The monkey replied laughingly that he couldn't afford to lose his liver; it was too precious.

"But remember your promise!" pleaded the jellyfish, now very discouraged.

"That promise was false, and anyhow it is now broken!" answered the monkey. Then he began to jeer at the jellyfish and told him that he had been deceiving him the whole time; that he had no wish to lose his life, which he certainly would have done had he gone on to the Sea King's Palace to the old doctor waiting for him, instead of persuading the jellyfish to return under false pretences.

"Of course, I won't give you my liver, but come and get it if you can!" added the monkey mockingly from the tree.

There was nothing for the jellyfish to do now but to repent of his stupidity, and return to the Dragon King of the Sea and confess his failure, so he started sadly and slowly to swim back. The last thing he heard as he glided away, leaving the island behind him, was the monkey laughing at him.

Meanwhile the Dragon King, the doctor, the chief steward, and all the servants were waiting impatiently for the return of the jellyfish. When they caught sight of him approaching the palace, they hailed him with delight. They began to thank him profusely for all the trouble he had taken in going to Monkey Island, and then they asked him where the monkey was.

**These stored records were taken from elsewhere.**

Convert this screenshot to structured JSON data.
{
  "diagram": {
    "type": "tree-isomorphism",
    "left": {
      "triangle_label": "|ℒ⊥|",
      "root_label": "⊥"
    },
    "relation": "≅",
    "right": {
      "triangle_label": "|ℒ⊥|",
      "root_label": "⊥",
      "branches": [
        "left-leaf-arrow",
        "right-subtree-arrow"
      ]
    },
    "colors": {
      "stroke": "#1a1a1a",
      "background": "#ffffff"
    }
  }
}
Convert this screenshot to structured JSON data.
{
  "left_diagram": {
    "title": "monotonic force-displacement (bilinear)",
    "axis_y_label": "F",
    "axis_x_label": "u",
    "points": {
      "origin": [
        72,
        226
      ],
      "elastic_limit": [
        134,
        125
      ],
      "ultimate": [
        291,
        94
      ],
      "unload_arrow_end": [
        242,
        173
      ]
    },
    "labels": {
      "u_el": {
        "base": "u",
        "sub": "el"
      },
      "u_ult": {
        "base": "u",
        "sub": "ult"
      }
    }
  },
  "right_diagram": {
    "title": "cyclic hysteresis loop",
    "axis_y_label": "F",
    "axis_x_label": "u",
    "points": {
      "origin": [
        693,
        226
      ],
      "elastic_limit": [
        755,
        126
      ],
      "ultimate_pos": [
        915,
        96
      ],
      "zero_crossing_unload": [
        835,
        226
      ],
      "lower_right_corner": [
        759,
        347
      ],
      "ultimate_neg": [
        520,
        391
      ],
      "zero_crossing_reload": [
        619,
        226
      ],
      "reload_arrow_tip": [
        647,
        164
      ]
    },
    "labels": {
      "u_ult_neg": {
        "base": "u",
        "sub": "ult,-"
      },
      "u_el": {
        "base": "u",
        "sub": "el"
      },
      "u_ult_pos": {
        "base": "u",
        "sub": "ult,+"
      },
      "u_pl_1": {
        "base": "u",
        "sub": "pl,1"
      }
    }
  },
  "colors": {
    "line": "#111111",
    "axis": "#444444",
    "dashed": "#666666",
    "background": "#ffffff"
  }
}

Now the day of reckoning had come for the jellyfish. He quaked all over as he told his story. How he had brought the monkey half way over the sea, and then had stupidly let out the secret of his commission; how the monkey had deceived him by making him believe that he had left his liver behind him.

[pg 137]

The Dragon King's wrath was great, and he at once gave orders that the jellyfish was to be severely punished. The punishment was a horrible one. All the bones were to be drawn out from his living body, and he was to be beaten with sticks.

The poor jellyfish, humiliated and horrified beyond all words, cried out for pardon. But the Dragon King's order had to be obeyed. The servants of the palace forthwith each brought out a stick and surrounded the jellyfish, and after pulling out his bones they beat him to a flat pulp, and then took him out beyond the palace gates and threw him into the water. Here he was left to suffer and repent his foolish chattering, and to grow accustomed to his new state of bonelessness.

From this story it is evident that in former times the jellyfish once had a shell and bones something like a tortoise, but, ever since the Dragon King's sentence was carried out on the ancestor of the jelly fishes, his descendants have all been soft and boneless just as you see them to-day thrown up by the waves high upon the shores of Japan.